DIRECTIONS:
In full and without deviation, reproduce the records that follow.
━━━ INPUT FOR THIS TASK ━━━
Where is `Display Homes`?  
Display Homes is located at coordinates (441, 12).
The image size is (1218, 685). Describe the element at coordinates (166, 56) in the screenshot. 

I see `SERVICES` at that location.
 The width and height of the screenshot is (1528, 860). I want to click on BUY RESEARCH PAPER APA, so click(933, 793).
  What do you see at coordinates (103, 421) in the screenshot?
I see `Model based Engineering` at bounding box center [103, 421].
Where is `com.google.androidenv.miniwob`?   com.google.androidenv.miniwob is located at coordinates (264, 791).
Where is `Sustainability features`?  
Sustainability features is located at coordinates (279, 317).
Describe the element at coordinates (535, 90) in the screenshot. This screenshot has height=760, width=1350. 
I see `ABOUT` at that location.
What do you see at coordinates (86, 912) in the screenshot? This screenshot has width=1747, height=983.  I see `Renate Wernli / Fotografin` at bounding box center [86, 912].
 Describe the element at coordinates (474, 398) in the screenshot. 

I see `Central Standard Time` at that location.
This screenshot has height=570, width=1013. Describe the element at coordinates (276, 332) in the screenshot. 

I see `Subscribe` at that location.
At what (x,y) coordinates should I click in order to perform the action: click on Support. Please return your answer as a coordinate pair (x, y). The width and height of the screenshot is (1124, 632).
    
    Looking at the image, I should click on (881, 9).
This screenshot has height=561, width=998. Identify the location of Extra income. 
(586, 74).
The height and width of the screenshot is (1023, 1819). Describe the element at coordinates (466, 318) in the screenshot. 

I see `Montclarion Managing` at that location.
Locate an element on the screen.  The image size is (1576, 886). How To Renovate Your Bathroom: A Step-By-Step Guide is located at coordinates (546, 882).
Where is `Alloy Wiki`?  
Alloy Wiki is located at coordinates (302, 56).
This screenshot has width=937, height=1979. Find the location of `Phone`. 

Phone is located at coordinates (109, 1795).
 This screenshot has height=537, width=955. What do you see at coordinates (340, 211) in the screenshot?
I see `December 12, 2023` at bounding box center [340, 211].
━━━
RESULT:
Where is `Display Homes`?  
Display Homes is located at coordinates (441, 12).
The image size is (1218, 685). Describe the element at coordinates (166, 56) in the screenshot. 

I see `SERVICES` at that location.
 The width and height of the screenshot is (1528, 860). I want to click on BUY RESEARCH PAPER APA, so click(933, 793).
  What do you see at coordinates (103, 421) in the screenshot?
I see `Model based Engineering` at bounding box center [103, 421].
Where is `com.google.androidenv.miniwob`?   com.google.androidenv.miniwob is located at coordinates (264, 791).
Where is `Sustainability features`?  
Sustainability features is located at coordinates (279, 317).
Describe the element at coordinates (535, 90) in the screenshot. This screenshot has height=760, width=1350. 
I see `ABOUT` at that location.
What do you see at coordinates (86, 912) in the screenshot? This screenshot has width=1747, height=983.  I see `Renate Wernli / Fotografin` at bounding box center [86, 912].
 Describe the element at coordinates (474, 398) in the screenshot. 

I see `Central Standard Time` at that location.
This screenshot has height=570, width=1013. Describe the element at coordinates (276, 332) in the screenshot. 

I see `Subscribe` at that location.
At what (x,y) coordinates should I click in order to perform the action: click on Support. Please return your answer as a coordinate pair (x, y). The width and height of the screenshot is (1124, 632).
    
    Looking at the image, I should click on (881, 9).
This screenshot has height=561, width=998. Identify the location of Extra income. 
(586, 74).
The height and width of the screenshot is (1023, 1819). Describe the element at coordinates (466, 318) in the screenshot. 

I see `Montclarion Managing` at that location.
Locate an element on the screen.  The image size is (1576, 886). How To Renovate Your Bathroom: A Step-By-Step Guide is located at coordinates (546, 882).
Where is `Alloy Wiki`?  
Alloy Wiki is located at coordinates (302, 56).
This screenshot has width=937, height=1979. Find the location of `Phone`. 

Phone is located at coordinates (109, 1795).
 This screenshot has height=537, width=955. What do you see at coordinates (340, 211) in the screenshot?
I see `December 12, 2023` at bounding box center [340, 211].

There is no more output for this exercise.